Monday, June 7, 2010

The Big Shebang, or, The Author Gives a Semi-Explanation, or, A Possibly Illuminating Untroduction of the New Blog, "Harelip Prayers"

It's finally occurred to me that what the whole point of achieving something fabulous and earth-stopping has always been was to stop the earth—that is, to stop the flow of time. Somehow I thought that if I could do something awesome enough, I would not fall victim to those things that define me as a mortal. I could become, actually, immortal; though the delusion's never stretched far enough to blot out certain death at the end of the line, it did drop a comforting veil over a lot of other shitty certainties about living. I thought that time would stop for me, if only I could pull hard enough to get ahead of it.

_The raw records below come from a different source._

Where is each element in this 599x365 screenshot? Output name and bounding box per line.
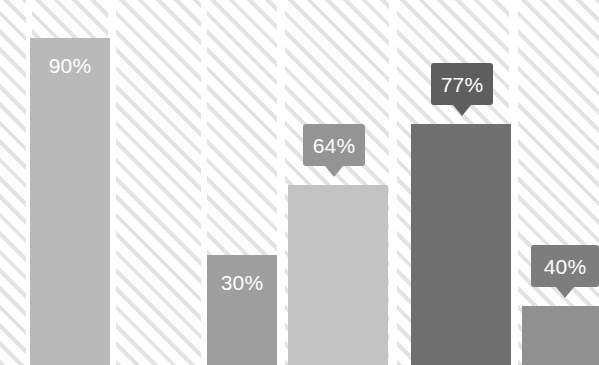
bar-4-callout: 77%	[431, 63, 493, 105]
bar-3-callout: 64%	[303, 124, 365, 166]
bar-3[interactable]	[288, 185, 388, 365]
bar-4-callout-tail-icon	[453, 105, 471, 116]
bar-4[interactable]	[411, 124, 511, 365]
bar-chart: 90%30% 64%77%40%	[0, 0, 599, 365]
bar-1-value-label: 90%	[49, 55, 92, 76]
bar-5-callout-tail-icon	[556, 287, 574, 298]
bar-5[interactable]	[522, 306, 599, 365]
bar-4-value-label: 77%	[441, 74, 484, 95]
bar-5-value-label: 40%	[544, 256, 587, 277]
bar-3-callout-tail-icon	[325, 166, 343, 177]
bar-2-value-label: 30%	[221, 272, 264, 293]
bar-3-value-label: 64%	[313, 135, 356, 156]
bar-5-callout: 40%	[531, 245, 599, 287]
bar-1[interactable]: 90%	[30, 38, 110, 365]
hatch-column-3	[116, 0, 201, 365]
hatch-column-1	[0, 0, 26, 365]
bar-2[interactable]: 30%	[207, 255, 277, 365]
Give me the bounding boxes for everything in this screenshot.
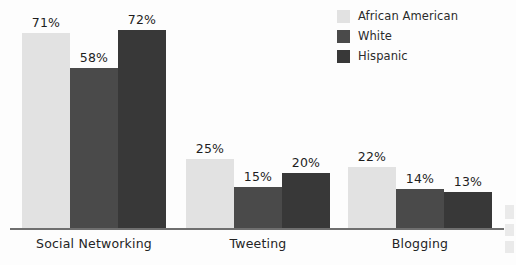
axis-baseline — [10, 228, 504, 230]
bar-value-label: 13% — [442, 174, 494, 189]
chart-page: African American White Hispanic 71% 58% … — [0, 0, 516, 265]
bar-group-bars: 71% 58% 72% — [22, 0, 166, 228]
bar-hispanic — [444, 192, 492, 228]
bar-white — [70, 68, 118, 228]
bar-value-label: 25% — [184, 141, 236, 156]
category-label-tweeting: Tweeting — [186, 236, 330, 251]
scan-edge-artifact — [505, 205, 514, 219]
bar-group-bars: 25% 15% 20% — [186, 0, 330, 228]
bar-value-label: 15% — [232, 169, 284, 184]
scan-edge-artifact — [505, 224, 514, 236]
bar-value-label: 58% — [68, 50, 120, 65]
bar-group-bars: 22% 14% 13% — [348, 0, 492, 228]
bar-group-social-networking: 71% 58% 72% Social Networking — [22, 0, 166, 265]
bar-group-tweeting: 25% 15% 20% Tweeting — [186, 0, 330, 265]
bar-white — [234, 187, 282, 228]
bar-hispanic — [118, 30, 166, 228]
bar-white — [396, 189, 444, 228]
bar-value-label: 14% — [394, 171, 446, 186]
bar-african-american — [22, 33, 70, 228]
category-label-blogging: Blogging — [348, 236, 492, 251]
bar-value-label: 71% — [20, 15, 72, 30]
plot-area: 71% 58% 72% Social Networking 25% 15% 20… — [0, 0, 516, 265]
bar-group-blogging: 22% 14% 13% Blogging — [348, 0, 492, 265]
bar-value-label: 20% — [280, 155, 332, 170]
bar-value-label: 72% — [116, 12, 168, 27]
scan-edge-artifact — [505, 241, 514, 253]
bar-african-american — [348, 167, 396, 228]
bar-value-label: 22% — [346, 149, 398, 164]
bar-hispanic — [282, 173, 330, 228]
bar-african-american — [186, 159, 234, 228]
category-label-social-networking: Social Networking — [22, 236, 166, 251]
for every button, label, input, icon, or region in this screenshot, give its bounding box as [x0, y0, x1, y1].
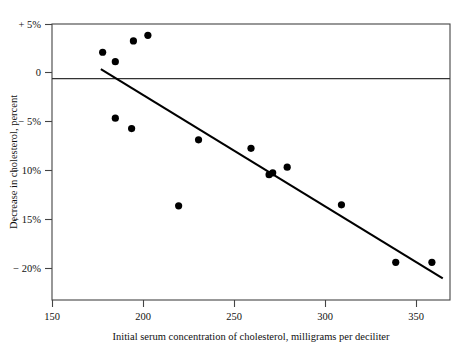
scatter-plot: + 5% 0 − 5% − 10% − 15% − 20% 150 200 25… — [0, 0, 466, 350]
y-tick-label-5: + 5% — [18, 19, 41, 30]
data-point — [112, 58, 119, 65]
data-point — [428, 259, 435, 266]
x-axis-tick-labels: 150 200 250 300 350 — [44, 311, 424, 322]
data-point — [392, 259, 399, 266]
data-point — [284, 164, 291, 171]
x-tick-label-150: 150 — [44, 311, 60, 322]
data-point — [112, 115, 119, 122]
data-point — [130, 37, 137, 44]
data-point — [338, 201, 345, 208]
x-axis-ticks — [53, 300, 417, 307]
y-axis-ticks — [45, 25, 52, 269]
data-points-group — [99, 32, 435, 266]
data-point — [99, 49, 106, 56]
data-point — [269, 169, 276, 176]
x-axis-title: Initial serum concentration of cholester… — [113, 331, 390, 342]
y-axis-title: Decrease in cholesterol, percent — [8, 95, 19, 229]
data-point — [175, 202, 182, 209]
data-point — [128, 125, 135, 132]
chart-figure: + 5% 0 − 5% − 10% − 15% − 20% 150 200 25… — [0, 0, 466, 350]
y-tick-label-neg20: − 20% — [13, 263, 41, 274]
data-point — [247, 145, 254, 152]
x-tick-label-300: 300 — [317, 311, 333, 322]
y-tick-label-0: 0 — [36, 67, 41, 78]
x-tick-label-250: 250 — [226, 311, 242, 322]
y-tick-label-neg5: − 5% — [18, 116, 41, 127]
data-point — [144, 32, 151, 39]
x-tick-label-200: 200 — [135, 311, 151, 322]
data-point — [195, 136, 202, 143]
x-tick-label-350: 350 — [408, 311, 424, 322]
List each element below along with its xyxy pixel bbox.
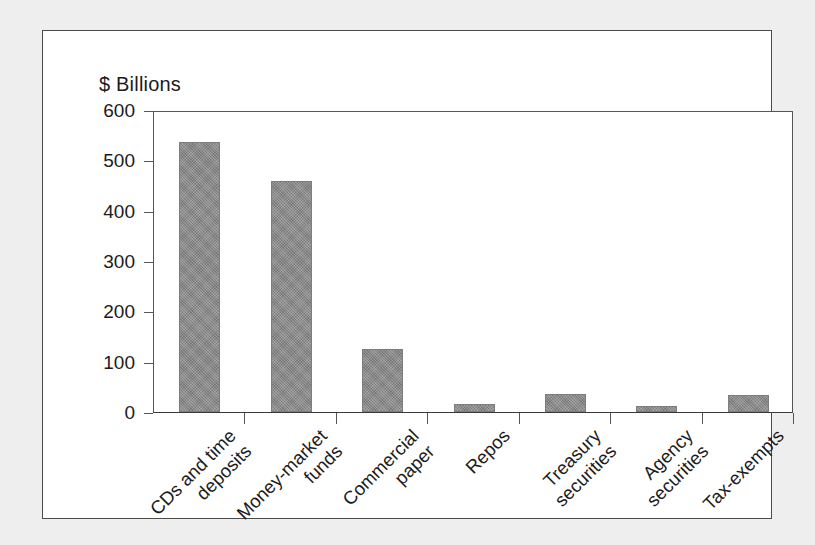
bar xyxy=(728,395,769,412)
x-axis-tick xyxy=(702,413,703,424)
chart-frame: $ Billions 0100200300400500600 CDs and t… xyxy=(42,30,772,519)
x-axis-tick-label-line1: Tax-exempts xyxy=(699,425,788,514)
y-axis-tick-label: 400 xyxy=(77,201,135,223)
bar xyxy=(636,406,677,412)
y-axis-tick xyxy=(144,312,153,313)
bar xyxy=(362,349,403,412)
plot-area xyxy=(153,111,793,413)
x-axis-tick xyxy=(244,413,245,424)
y-axis-tick-label: 300 xyxy=(77,251,135,273)
x-axis-tick xyxy=(336,413,337,424)
x-axis-tick-label-line1: Repos xyxy=(461,425,514,478)
x-axis-tick xyxy=(427,413,428,424)
y-axis-tick-label: 200 xyxy=(77,301,135,323)
y-axis-tick xyxy=(144,111,153,112)
figure-page: $ Billions 0100200300400500600 CDs and t… xyxy=(0,0,815,545)
y-axis-tick xyxy=(144,363,153,364)
bar xyxy=(545,394,586,412)
y-axis-tick-label: 500 xyxy=(77,150,135,172)
y-axis-tick xyxy=(144,212,153,213)
x-axis-label-group: CDs and timedepositsMoney-marketfundsCom… xyxy=(153,425,793,545)
y-axis-tick-label: 0 xyxy=(77,402,135,424)
x-axis-tick xyxy=(793,413,794,424)
x-axis-tick xyxy=(610,413,611,424)
x-axis-tick xyxy=(519,413,520,424)
bar xyxy=(271,181,312,412)
y-axis-tick-label: 100 xyxy=(77,352,135,374)
y-axis-tick-label: 600 xyxy=(77,100,135,122)
y-axis-tick xyxy=(144,262,153,263)
bar xyxy=(454,404,495,412)
y-axis-tick xyxy=(144,413,153,414)
y-axis-tick xyxy=(144,161,153,162)
y-axis-label-group: 0100200300400500600 xyxy=(77,31,135,518)
bar xyxy=(179,142,220,412)
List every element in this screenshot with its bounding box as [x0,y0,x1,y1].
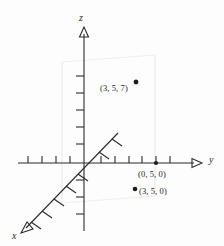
point-dot-357 [134,80,139,85]
y-axis-label: y [209,154,213,165]
point-label-050: (0, 5, 0) [138,169,166,179]
x-axis [26,133,122,229]
guide-box [62,55,155,203]
point-label-350: (3, 5, 0) [139,186,167,196]
z-axis-label: z [79,12,83,23]
point-dot-050 [154,161,158,165]
x-axis-label: x [12,230,16,241]
coordinate-system-figure: z y x (3, 5, 7) (0, 5, 0) (3, 5, 0) [0,0,224,246]
axes-canvas [0,0,224,246]
point-dot-350 [133,187,138,192]
point-label-357: (3, 5, 7) [100,83,128,93]
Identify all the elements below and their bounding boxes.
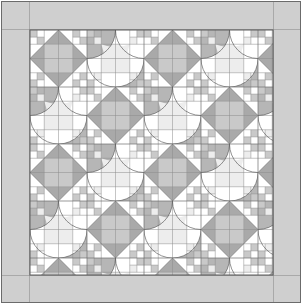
quilt-canvas [0,0,303,305]
quilt-diagram [0,0,303,305]
quilt-field [30,30,273,275]
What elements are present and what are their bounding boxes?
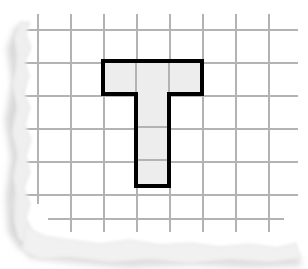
grid-paper-figure — [0, 0, 308, 269]
figure-container — [0, 0, 308, 269]
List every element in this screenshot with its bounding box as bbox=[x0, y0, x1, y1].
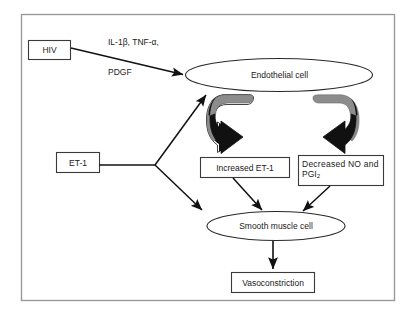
curved-arrow-endothelial-to-decreased-no bbox=[313, 95, 359, 154]
et1-box bbox=[57, 153, 100, 173]
cytokines-annotation: IL-1β, TNF-α, PDGF bbox=[108, 17, 159, 97]
vasoconstriction-box bbox=[232, 273, 315, 293]
edge-et1-to-smooth-muscle bbox=[155, 165, 202, 210]
hiv-box bbox=[29, 41, 71, 60]
pathway-diagram: IL-1β, TNF-α, PDGF HIV Endothelial cell … bbox=[0, 0, 414, 317]
smooth-muscle-cell-ellipse bbox=[207, 212, 345, 241]
edge-et1-to-endothelial bbox=[155, 95, 206, 165]
curved-arrow-endothelial-to-increased-et1 bbox=[206, 95, 253, 154]
decreased-no-box bbox=[299, 156, 384, 186]
edge-decreased-no-to-smooth-muscle bbox=[303, 186, 330, 211]
increased-et1-box bbox=[201, 158, 290, 178]
endothelial-cell-ellipse bbox=[186, 59, 373, 92]
cytokines-line-2: PDGF bbox=[108, 67, 159, 77]
cytokines-line-1: IL-1β, TNF-α, bbox=[108, 37, 159, 47]
diagram-canvas bbox=[0, 0, 414, 317]
edge-increased-et1-to-smooth-muscle bbox=[233, 178, 262, 210]
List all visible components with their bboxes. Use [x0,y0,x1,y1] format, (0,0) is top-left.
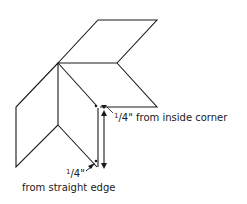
top-panel [58,20,157,63]
label-text: from inside corner [133,112,228,123]
fraction-numerator: 1 [66,168,70,176]
lower-diagonal [58,125,97,167]
right-flap [100,63,157,107]
fraction-denominator: /4" [118,112,132,123]
pointer-line-bottom [86,167,91,171]
folded-corner-diagram [0,0,247,204]
pointer-line-top [107,107,113,113]
arrowhead-down [101,163,107,169]
mark-dot-bottom [95,160,98,163]
label-straight-edge: from straight edge [22,182,115,193]
mark-dot-top [95,105,98,108]
arrowhead-up [101,110,107,116]
label-straight-edge-fraction: 1/4" [66,168,85,179]
left-panel [16,63,58,167]
fraction-numerator: 1 [114,112,118,120]
inner-diagonal [58,63,96,105]
label-inside-corner: 1/4" from inside corner [114,112,227,123]
fraction-denominator: /4" [70,168,84,179]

This has been articulated many times, by many people who are much smarter than me. Maybe it's the kind of thing you have to see to believe. After so many years in a weird gritty torpedo implosion, though, one might realize that the center is oneself. Whether or not it sounds like bullshit when one writes it as one's first entry in one's anonymous online journal, which one has chosen not to preface with any kind of face-saving disclaimer.

Alternate entry titles:
Why I Kind of Actually Want a Farm and Seven Adopted Laotian Kids
Boringly Famous or Famously Boring
Household Drudging: Doing and Liking It
Non Is Not Under (Achievement) (No seriously!)
The Opposite of the Opposite of The Ten Thousand Things

The point is, although it's blasphemy in an American society to say that a plurality of experience is not the only way to be happy, I've begun to suspect that:

1. since there's no way to stop time, and life happens anyway,
2. and therefore the choices that you don't make affect the course of things as profoundly as the choices that you do make,
3. and eventually you just die, THEN the only choice you have is to
4. fumble around like a blind fool wearing a clownsuit, and
5. possibly tell stories (for myriad purposes), knowing
6. that things will "end up", albeit maybe not “like they should”, and that
7. someone ought to be keeping track of the marvelous patterns things tend to create when left to their own blind-fool-in-a-clownsuit type devices.

The final moral of the big shebang being: I want to be a writer, and publishing "works" on a blog, even an anonymous blog, makes me feel like a bumbling, stumbling, fumbling, silly blind fool in a clownsuit. But man, I am bout to give out if I do not. And I have a tug, a sort of obligation, that I don't know the source of, that says to watch and see what designs my stumble-bumbling might draw up. So watch out, Horatio Alger. These are my harelip prayers.